Obviously I have an attraction to crazy quixotic blogging projects*, but I have to take my hat off to Laura Hudson and Leigh Walton, who are planning to blog EVERY ISSUE OF CEREBUS. On the one hand, there are ‘only’ 300 of ’em. On the other…. well, NO SPOILAZ, but there are sections of the story I’ll be interested to see how they handle. Currently, of course, they’re still on the early funny stuff (except before it was funny).
*By the way, I recently found a blog taking up where Mike Daddino’s US-equivalent-of-Popular project left off, but I’ve completely lost the URL. It was called “No Tape Errors” or something similar. If this is your thing (or if you know whose it is!) get in touch so I can link it!
http://bestpicturederby.blogspot.com/
Blogging every Oscar Best Picture nominee – Pete this is something I know you’ve threatened to do on occasion.
Yes it is, but it was as some sort of riposte to Popular, and I don’t see it throwing up films that are even that much of their time, let alone interesting. There are loads of great Oscar winners, but it rarely corresponds to what has become the canon.
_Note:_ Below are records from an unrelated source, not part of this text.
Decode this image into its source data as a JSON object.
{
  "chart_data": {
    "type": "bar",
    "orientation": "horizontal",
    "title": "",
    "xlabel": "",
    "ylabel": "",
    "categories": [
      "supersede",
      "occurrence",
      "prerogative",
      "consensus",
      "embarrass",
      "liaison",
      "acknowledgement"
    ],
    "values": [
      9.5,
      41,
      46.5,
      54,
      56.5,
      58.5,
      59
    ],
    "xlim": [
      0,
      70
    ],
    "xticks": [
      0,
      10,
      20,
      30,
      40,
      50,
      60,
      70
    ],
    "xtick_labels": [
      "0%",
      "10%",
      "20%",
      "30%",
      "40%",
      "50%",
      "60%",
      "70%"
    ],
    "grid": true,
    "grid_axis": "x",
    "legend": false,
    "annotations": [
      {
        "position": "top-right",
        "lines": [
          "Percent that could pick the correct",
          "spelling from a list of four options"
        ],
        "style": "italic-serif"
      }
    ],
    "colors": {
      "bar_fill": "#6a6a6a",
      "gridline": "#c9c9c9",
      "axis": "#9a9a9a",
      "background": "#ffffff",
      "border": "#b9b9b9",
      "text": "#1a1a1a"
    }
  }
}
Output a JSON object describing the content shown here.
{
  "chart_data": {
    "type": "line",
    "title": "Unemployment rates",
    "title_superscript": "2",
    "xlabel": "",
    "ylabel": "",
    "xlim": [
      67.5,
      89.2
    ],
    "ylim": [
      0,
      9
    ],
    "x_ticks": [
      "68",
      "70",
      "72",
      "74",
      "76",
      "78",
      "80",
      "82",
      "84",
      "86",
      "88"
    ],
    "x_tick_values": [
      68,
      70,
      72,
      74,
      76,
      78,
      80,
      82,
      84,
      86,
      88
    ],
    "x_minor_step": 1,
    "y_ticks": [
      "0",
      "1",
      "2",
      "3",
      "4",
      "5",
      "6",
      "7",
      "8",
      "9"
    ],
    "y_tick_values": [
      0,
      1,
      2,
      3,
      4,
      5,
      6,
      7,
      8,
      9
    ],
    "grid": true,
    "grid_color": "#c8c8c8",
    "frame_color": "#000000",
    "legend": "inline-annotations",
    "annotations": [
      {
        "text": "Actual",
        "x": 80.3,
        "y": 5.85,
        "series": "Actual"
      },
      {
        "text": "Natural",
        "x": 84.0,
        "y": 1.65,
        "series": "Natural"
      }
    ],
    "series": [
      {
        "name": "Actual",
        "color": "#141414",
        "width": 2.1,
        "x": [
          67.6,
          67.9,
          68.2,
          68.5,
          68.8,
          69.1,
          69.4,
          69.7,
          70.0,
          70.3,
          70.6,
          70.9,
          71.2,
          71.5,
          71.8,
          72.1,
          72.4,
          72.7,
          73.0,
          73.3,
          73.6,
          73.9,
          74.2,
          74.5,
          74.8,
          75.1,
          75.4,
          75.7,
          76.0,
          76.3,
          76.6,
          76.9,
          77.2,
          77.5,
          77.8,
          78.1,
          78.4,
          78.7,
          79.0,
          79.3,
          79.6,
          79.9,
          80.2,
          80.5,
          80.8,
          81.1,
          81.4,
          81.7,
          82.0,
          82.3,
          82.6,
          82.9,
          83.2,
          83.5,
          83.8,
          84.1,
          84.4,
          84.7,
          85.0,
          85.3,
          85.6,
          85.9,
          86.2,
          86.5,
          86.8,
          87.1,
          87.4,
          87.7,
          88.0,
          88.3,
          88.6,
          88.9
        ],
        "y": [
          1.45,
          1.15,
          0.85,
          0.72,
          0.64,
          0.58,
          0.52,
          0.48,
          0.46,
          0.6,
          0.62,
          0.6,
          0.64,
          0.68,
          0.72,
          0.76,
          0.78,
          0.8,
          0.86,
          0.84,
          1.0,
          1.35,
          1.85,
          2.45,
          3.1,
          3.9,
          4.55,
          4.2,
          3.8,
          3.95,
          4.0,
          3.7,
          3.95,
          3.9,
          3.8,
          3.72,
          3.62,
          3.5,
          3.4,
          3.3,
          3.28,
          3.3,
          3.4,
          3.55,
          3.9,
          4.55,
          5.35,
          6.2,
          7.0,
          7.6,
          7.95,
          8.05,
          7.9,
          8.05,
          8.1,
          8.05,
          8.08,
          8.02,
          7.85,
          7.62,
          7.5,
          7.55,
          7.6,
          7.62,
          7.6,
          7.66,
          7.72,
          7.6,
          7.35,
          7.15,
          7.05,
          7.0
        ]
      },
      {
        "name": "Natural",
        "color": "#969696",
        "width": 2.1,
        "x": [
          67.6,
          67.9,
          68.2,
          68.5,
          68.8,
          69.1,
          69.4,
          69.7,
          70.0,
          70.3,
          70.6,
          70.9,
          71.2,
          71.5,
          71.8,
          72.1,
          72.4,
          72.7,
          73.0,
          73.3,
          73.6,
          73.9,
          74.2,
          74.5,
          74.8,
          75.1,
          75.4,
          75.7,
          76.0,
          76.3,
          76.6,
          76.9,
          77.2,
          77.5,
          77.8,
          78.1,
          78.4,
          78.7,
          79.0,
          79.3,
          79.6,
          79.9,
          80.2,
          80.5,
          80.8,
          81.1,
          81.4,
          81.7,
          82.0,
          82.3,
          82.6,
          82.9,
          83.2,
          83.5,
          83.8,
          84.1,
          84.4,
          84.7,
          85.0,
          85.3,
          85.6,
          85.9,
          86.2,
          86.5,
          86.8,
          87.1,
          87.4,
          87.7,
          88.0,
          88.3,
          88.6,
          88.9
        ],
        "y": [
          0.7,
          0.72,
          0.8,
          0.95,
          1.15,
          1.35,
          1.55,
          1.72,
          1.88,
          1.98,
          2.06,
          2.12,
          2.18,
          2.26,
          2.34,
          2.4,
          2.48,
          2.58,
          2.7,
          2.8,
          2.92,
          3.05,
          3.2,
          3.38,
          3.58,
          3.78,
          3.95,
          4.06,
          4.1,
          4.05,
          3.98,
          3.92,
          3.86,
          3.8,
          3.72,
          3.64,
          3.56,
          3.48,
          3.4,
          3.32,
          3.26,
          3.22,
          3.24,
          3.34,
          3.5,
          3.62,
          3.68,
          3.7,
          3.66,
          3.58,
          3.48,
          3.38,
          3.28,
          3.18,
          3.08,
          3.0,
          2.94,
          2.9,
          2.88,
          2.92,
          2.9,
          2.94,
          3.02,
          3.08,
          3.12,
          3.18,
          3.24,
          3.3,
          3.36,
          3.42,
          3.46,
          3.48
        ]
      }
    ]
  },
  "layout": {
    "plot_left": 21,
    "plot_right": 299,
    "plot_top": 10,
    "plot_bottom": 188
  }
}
It would also all be American.
I have another project lingering, but I am seeing if I can just up my posting rate at the moment with a couple of short runs and then head for the big one (it strikes me that the Top 100 films from 2003 is now six years out of date and should be redone in a new scientific manner).
As the man who nominated the #1 way back then (was it really 2003?) I want to be involved again, and I hope the method is every bit as scientific.
Science has come on in leaps and bounds since then, so i daresay it will be even more scientific, and yes martin, you would have to be in the mix.
I would also be fairly interested!
Speaking of crazy quixotic blogging, have you come across this guy who’s reading every prog of 2000AD?
http://progslog.blogspot.com/
*GASP* although it looks like only every copy that he has – some patchiness at the beginning i notice.
Nah, he reads em all, just doesn’t blog every single issue.
Unlike everyone else, I thought Cerebus was great from the word go, though I did read the early issues after the later ones.